RECORDS SHOWN —
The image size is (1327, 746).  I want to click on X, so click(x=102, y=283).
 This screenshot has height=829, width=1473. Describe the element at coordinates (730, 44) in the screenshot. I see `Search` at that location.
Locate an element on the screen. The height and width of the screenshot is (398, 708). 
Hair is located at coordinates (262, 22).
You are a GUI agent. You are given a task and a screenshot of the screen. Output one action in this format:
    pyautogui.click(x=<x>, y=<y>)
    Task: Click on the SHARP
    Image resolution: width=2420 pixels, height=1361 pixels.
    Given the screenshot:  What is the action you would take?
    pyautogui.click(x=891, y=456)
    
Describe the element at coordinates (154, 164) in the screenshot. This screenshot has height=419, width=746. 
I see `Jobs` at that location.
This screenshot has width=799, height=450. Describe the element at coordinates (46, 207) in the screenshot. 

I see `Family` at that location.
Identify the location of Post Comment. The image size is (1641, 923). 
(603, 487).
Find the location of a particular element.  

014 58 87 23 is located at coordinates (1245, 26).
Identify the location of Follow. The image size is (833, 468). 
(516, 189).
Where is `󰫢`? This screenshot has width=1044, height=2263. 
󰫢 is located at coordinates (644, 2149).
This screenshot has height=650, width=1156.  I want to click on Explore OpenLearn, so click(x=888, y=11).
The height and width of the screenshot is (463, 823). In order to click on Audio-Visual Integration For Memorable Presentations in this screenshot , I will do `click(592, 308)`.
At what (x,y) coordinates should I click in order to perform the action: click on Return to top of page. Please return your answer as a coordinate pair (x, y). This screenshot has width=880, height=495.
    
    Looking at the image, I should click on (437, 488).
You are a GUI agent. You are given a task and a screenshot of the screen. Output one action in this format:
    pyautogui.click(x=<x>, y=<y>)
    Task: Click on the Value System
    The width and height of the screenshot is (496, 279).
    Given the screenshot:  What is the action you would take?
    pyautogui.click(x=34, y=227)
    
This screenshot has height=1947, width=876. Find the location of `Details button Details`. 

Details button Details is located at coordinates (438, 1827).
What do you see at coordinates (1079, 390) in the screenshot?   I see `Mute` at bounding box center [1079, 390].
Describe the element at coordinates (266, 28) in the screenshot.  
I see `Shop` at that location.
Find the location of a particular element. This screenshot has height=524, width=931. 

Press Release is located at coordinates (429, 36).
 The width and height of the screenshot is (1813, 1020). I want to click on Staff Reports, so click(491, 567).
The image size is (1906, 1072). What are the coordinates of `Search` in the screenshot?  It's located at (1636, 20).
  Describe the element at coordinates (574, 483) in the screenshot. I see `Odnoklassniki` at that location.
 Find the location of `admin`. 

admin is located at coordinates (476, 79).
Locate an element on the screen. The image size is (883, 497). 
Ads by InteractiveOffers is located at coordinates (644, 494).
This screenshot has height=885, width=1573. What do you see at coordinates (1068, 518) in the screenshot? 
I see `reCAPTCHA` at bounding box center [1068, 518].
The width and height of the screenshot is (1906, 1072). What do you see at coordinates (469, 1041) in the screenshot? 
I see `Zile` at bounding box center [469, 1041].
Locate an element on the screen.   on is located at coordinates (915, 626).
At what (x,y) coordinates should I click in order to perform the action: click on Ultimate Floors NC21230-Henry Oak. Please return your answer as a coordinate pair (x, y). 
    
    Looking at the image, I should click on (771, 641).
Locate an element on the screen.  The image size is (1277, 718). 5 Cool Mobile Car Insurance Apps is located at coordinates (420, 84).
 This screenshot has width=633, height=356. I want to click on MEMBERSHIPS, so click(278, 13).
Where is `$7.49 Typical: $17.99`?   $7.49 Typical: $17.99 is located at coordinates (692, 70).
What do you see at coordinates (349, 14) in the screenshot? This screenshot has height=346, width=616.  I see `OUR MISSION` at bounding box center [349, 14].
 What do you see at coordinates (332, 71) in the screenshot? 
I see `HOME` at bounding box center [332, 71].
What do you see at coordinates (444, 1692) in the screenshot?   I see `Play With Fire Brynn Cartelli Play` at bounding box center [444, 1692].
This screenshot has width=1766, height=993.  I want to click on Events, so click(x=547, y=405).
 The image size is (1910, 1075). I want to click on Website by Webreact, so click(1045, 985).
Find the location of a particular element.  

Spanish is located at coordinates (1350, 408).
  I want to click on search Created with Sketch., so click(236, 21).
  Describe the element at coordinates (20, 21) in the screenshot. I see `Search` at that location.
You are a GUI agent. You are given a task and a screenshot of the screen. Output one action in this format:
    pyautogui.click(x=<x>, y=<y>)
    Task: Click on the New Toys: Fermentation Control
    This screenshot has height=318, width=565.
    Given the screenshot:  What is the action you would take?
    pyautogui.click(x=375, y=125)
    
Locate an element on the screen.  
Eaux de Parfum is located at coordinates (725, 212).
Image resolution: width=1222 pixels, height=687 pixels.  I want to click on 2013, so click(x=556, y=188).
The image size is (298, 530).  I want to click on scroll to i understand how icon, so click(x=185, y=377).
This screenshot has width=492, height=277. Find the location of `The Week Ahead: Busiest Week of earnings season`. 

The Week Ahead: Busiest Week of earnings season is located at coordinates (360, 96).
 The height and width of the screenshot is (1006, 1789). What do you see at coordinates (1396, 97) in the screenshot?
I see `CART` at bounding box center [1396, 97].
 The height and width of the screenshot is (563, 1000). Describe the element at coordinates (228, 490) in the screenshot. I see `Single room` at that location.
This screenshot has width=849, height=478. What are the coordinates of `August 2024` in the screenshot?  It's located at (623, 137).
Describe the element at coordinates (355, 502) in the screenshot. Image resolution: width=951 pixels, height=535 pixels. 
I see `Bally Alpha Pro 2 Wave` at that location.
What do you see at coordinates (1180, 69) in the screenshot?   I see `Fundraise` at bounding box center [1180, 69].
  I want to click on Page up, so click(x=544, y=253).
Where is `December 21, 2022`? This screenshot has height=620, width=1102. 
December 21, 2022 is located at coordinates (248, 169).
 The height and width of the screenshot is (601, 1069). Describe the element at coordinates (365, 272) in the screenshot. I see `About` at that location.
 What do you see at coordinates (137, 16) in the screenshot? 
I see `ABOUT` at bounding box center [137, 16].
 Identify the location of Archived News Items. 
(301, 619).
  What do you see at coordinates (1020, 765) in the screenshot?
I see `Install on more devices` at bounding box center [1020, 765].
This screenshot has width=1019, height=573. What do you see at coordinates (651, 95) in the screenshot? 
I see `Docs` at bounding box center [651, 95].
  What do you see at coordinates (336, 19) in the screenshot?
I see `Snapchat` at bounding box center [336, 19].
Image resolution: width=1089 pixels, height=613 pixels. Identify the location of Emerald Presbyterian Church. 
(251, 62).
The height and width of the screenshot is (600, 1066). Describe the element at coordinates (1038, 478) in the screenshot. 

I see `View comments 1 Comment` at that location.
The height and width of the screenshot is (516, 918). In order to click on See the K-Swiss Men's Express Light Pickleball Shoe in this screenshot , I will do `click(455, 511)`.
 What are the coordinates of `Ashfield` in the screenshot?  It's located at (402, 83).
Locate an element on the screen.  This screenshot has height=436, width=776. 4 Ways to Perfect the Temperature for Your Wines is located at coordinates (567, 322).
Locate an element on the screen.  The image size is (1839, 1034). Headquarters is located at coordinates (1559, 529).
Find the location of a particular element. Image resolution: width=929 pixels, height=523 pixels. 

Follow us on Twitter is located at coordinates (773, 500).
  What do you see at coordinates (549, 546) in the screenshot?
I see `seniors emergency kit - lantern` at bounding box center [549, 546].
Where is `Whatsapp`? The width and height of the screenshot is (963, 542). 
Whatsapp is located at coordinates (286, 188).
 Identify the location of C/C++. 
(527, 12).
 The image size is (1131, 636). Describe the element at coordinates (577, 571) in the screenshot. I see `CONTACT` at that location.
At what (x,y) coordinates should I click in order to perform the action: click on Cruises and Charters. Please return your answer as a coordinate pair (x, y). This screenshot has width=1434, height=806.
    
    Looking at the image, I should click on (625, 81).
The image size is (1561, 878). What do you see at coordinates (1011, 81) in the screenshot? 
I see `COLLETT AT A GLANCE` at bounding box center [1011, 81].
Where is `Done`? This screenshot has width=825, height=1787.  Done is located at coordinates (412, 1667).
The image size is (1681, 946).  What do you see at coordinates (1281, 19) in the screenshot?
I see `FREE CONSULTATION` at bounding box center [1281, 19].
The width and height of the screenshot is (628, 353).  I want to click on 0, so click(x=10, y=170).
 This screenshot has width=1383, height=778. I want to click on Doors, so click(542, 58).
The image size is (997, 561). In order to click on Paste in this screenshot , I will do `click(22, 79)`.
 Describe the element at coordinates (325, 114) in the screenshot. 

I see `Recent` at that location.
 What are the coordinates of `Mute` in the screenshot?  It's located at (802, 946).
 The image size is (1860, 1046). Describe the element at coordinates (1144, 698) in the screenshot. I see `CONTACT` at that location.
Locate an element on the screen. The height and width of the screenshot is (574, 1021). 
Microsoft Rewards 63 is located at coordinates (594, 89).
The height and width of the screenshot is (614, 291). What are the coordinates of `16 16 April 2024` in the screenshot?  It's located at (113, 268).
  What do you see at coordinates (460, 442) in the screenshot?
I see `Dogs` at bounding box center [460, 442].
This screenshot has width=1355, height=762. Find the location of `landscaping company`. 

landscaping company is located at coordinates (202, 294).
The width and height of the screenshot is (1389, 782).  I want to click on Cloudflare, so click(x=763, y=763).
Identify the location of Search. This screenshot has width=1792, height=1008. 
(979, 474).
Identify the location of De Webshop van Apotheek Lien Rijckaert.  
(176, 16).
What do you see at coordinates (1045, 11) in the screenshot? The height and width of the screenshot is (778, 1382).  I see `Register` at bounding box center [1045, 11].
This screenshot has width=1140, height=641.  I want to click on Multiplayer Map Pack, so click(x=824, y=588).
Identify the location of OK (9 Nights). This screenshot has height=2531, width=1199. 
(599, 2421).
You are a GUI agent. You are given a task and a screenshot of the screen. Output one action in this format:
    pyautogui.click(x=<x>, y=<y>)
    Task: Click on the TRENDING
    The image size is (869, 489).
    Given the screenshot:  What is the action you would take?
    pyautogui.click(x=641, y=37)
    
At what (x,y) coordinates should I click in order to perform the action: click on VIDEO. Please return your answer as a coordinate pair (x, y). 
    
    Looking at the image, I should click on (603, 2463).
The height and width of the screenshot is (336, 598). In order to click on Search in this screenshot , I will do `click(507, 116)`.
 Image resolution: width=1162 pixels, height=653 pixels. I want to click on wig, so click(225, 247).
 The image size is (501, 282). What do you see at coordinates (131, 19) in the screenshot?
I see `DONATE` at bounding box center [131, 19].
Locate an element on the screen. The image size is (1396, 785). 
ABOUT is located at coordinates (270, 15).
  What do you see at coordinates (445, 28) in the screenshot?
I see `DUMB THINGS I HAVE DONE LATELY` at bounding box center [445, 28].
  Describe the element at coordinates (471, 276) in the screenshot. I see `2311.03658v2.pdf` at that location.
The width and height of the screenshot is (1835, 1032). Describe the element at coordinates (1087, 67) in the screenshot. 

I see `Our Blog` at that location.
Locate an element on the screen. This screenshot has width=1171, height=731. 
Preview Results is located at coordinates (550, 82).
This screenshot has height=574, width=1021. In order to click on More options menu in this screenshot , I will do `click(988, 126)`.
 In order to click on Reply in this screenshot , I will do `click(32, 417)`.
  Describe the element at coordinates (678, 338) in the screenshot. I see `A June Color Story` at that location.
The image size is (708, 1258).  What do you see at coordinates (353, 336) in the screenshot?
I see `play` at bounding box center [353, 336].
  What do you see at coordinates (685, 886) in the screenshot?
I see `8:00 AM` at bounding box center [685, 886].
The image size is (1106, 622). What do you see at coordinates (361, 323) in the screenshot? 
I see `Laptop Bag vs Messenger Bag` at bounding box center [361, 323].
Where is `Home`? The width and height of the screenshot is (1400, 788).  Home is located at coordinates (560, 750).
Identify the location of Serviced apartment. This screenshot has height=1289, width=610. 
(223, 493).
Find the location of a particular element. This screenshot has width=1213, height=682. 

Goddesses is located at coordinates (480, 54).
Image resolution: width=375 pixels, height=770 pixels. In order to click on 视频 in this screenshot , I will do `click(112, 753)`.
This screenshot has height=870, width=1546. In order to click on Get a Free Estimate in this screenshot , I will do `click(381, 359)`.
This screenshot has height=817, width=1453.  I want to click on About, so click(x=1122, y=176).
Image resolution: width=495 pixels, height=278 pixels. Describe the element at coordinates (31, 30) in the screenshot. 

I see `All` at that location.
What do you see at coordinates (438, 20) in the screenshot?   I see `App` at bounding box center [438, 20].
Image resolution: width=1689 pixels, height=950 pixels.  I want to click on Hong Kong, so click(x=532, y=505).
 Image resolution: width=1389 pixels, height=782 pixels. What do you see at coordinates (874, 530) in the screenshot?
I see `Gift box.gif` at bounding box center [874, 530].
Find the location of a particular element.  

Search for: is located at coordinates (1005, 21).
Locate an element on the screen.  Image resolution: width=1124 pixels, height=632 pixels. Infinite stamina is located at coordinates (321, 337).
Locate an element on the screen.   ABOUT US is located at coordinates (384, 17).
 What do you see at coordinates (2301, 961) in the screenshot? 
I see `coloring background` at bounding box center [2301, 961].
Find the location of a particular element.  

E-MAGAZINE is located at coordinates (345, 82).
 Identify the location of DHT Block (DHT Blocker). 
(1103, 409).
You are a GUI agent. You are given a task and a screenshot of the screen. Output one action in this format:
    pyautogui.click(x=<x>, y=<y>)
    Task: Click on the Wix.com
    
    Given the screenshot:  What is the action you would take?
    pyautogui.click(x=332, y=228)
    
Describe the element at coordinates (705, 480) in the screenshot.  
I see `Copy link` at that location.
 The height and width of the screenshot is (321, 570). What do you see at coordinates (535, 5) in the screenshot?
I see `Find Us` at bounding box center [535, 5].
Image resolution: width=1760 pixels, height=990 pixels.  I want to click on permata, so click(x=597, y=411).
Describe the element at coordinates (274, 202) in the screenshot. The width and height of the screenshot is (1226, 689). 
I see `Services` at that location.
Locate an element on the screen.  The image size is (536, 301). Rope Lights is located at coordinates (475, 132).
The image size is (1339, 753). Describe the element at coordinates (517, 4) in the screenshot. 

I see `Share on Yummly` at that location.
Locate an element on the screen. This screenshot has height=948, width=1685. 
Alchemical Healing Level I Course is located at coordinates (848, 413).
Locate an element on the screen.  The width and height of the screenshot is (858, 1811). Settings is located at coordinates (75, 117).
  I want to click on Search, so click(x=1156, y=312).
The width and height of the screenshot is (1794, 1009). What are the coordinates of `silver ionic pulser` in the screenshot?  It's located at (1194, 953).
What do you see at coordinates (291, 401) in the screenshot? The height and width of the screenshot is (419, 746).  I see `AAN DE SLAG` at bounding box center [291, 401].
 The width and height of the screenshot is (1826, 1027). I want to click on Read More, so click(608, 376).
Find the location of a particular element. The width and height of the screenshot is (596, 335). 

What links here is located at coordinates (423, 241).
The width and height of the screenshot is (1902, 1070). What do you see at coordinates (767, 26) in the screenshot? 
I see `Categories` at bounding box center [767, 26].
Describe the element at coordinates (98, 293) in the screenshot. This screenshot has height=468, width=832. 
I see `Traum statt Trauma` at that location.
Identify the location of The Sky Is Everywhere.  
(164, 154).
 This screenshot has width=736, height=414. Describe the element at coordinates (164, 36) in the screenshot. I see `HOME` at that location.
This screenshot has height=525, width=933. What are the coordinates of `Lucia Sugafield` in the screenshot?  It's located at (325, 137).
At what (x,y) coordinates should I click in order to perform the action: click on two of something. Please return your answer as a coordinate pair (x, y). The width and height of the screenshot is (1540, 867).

WORK REQUEST — Starting at the line with "Identify the location of Post" and ending at the line with "What do you see at coordinates (1079, 390)", print each line of the listing above exactly, with no other lines.

YOUR SOLUTION —
Identify the location of Post Comment. The image size is (1641, 923). 
(603, 487).
Find the location of a particular element.  

014 58 87 23 is located at coordinates (1245, 26).
Identify the location of Follow. The image size is (833, 468). 
(516, 189).
Where is `󰫢`? This screenshot has width=1044, height=2263. 
󰫢 is located at coordinates (644, 2149).
This screenshot has height=650, width=1156.  I want to click on Explore OpenLearn, so click(x=888, y=11).
The height and width of the screenshot is (463, 823). In order to click on Audio-Visual Integration For Memorable Presentations in this screenshot , I will do `click(592, 308)`.
At what (x,y) coordinates should I click in order to perform the action: click on Return to top of page. Please return your answer as a coordinate pair (x, y). This screenshot has width=880, height=495.
    
    Looking at the image, I should click on (437, 488).
You are a GUI agent. You are given a task and a screenshot of the screen. Output one action in this format:
    pyautogui.click(x=<x>, y=<y>)
    Task: Click on the Value System
    The width and height of the screenshot is (496, 279).
    Given the screenshot:  What is the action you would take?
    pyautogui.click(x=34, y=227)
    
This screenshot has height=1947, width=876. Find the location of `Details button Details`. 

Details button Details is located at coordinates (438, 1827).
What do you see at coordinates (1079, 390) in the screenshot?   I see `Mute` at bounding box center [1079, 390].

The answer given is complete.